The peer counselors, who use aliases to protect their identities, get a great deal of support from the staff members at Teen Lifeline. In addition to the training and the processing of calls with the volunteers when they're finished, the staff members serve as mentors and counselors to the teens about issues in their own lives.
"They see us as mentors to them but not in a parental role - not in a way where they feel judged or they feel like they're always being corrected. For some of them, it's the first supportive authority they've ever seen," Kontz says.
And the volunteers appreciate the support.
"As peer counselors, we support the callers and the counselors support us," says Veronica, an 18-year-old graduate of Chaparral High School, who will be attending Occidental College in the fall.
Veronica (who, like all the teens, uses an alias to protect her identity), has volunteered at Teen Lifeline for nearly two years. She says she's sad to be leaving and wishes she started working at the hotline when she was 15. Her interest in working at the hotline was piqued after watching an episode of the '80s sitcom "Family Ties," in which one of the characters worked at a teen hotline.
Helping others is in Veronica's genes - her father is a high school counselor and the two of them volunteer weekly serving food at St. Vincent de Paul. Veronica started volunteering as a child when her mother was the executive director of Temple Solel.
"(Volunteering) has always been really valued in our family. I think it's really important and I really enjoy it," she says.
In addition to staffing the hotline, Veronica works as a peer educator, going into the community with Teen Lifeline staff to talk to parents, teachers and teens about the program.
Veronica says she loves the comfortable, supportive environment at Teen Lifeline and she looks forward to coming each week and relaxing and reconnecting with her friends. That's not to say that the job isn't challenging, she says.
"Sometimes you'll get those really hard calls - rape calls, suicide, abuse - and they just stay with you, bother you," she says. "It's comforting to know that you are there for them. At least they had somebody to talk to and at least they took their own initiative and called in. All problems can't be solved, but they got to unload it on somebody else."
And while sometimes she says she goes home burdened with the calls she's taken, Veronica says, "more often I feel good about it, that I did something for the benefit of other people."
Each of the five full-time and seven part-time staffers at the hotline are master's level certified clinicians, and it's part of their responsibility to make sure that the peer counselors get the right kind of support.

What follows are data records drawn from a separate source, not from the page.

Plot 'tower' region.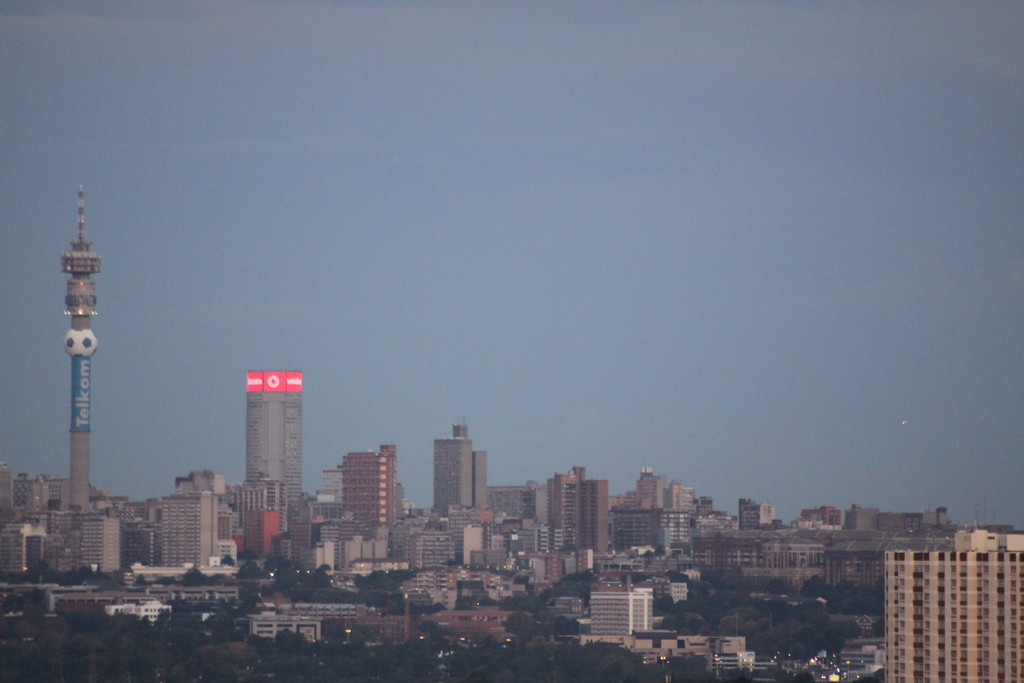
Plotted at (432,413,487,512).
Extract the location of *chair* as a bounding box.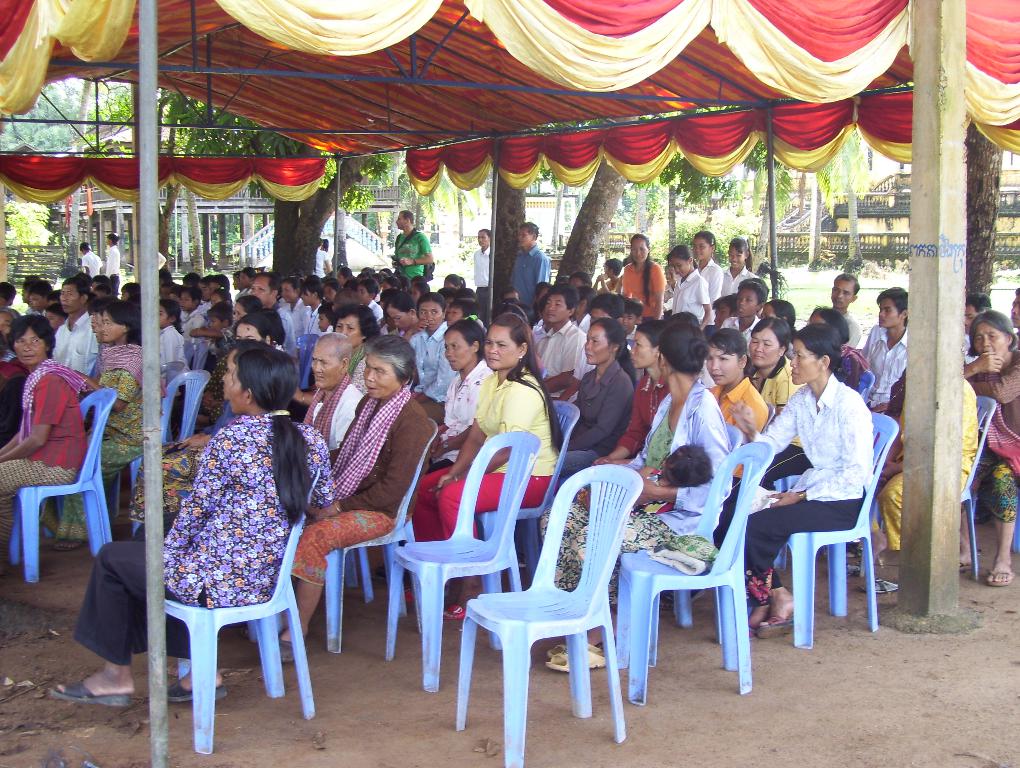
[x1=290, y1=330, x2=319, y2=388].
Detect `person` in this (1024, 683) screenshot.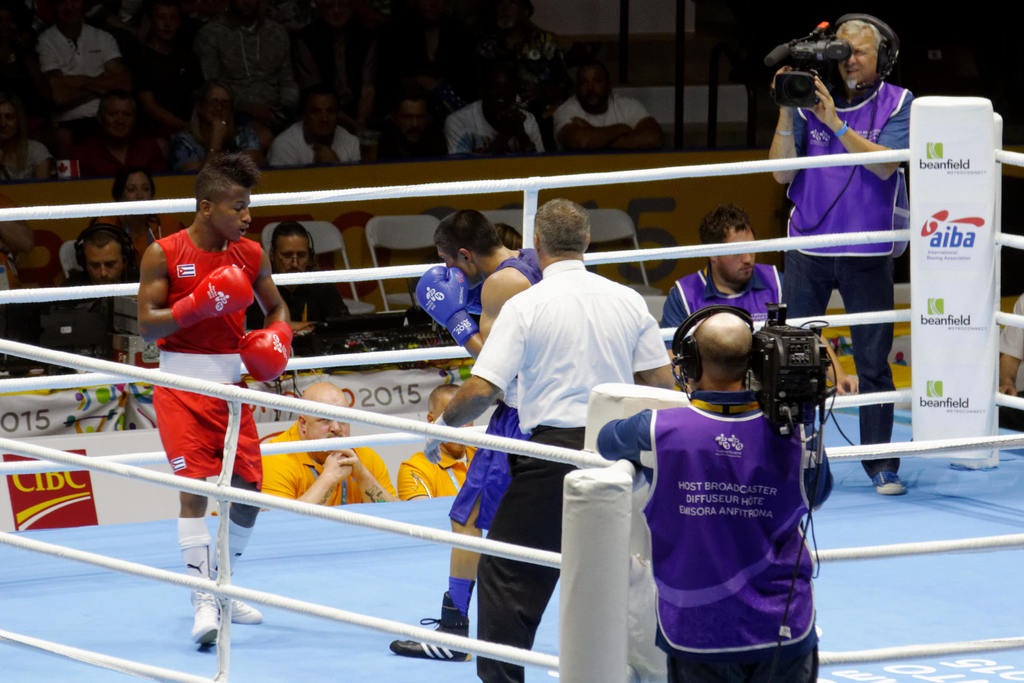
Detection: box(246, 224, 352, 323).
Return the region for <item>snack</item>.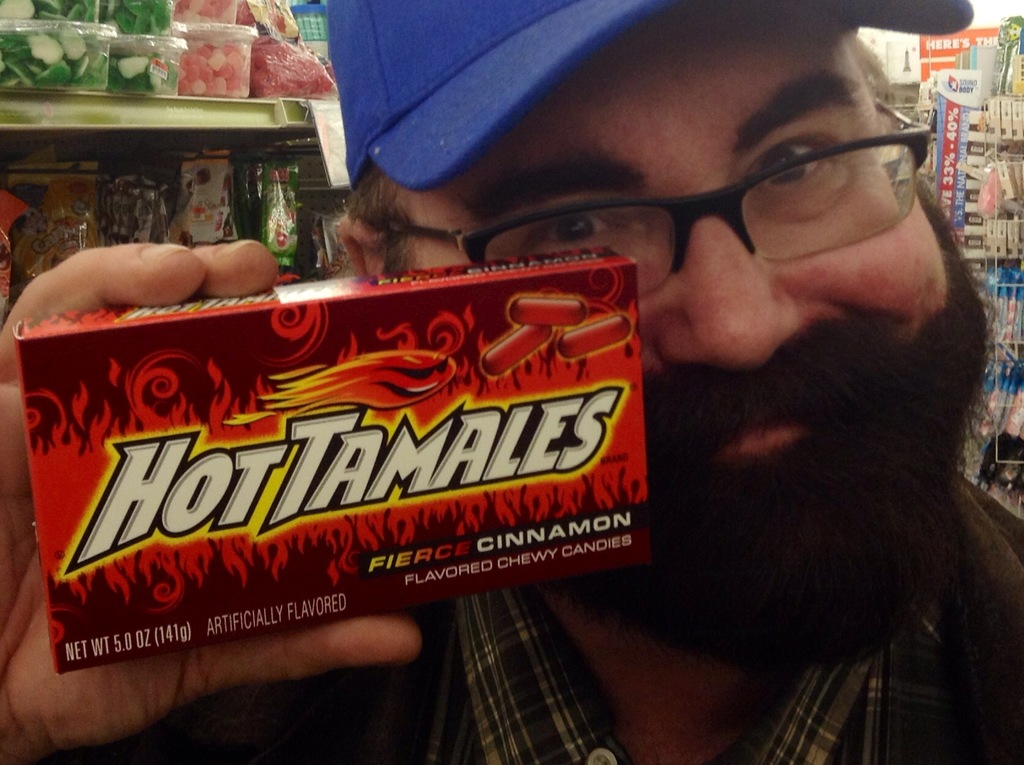
locate(0, 232, 705, 691).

"We don't want the volunteer going home at the end of the night and feeling like the weight of the world is on their shoulders," Moorhead says. "We want them to feel good about what they did on the hotline, but we also want them to go home feeling OK about being able to come back and do it again."
Another volunteer, 17-year-old Mallory, is also a recent high school graduate. A former student at Desert Vista High School in Ahwatukee, she has made the weekly trek to the downtown Phoenix office since October.
Mallory, who plans to study pre-law at Arizona State University in the fall, says she gets the most satisfaction from taking calls from teens with parental problems.
"I've been through tough times with my parents," she says. "I love my parents very much, but they recently went through a divorce, so when I talk to people who are going through the same thing, I connect with them."
While Mallory and Veronica are high-achieving, active teens that may seem to represent the typical volunteer, Kontz is careful to point out that the volunteers are all different types of teens and many of them admit that if it wasn't for Teen Lifeline, they probably wouldn't be friends.
"They come from everywhere and every group (and) ... they come here and they become friends and hang out outside of school," Kontz says. "They offer just as much support to each other as they do to the caller."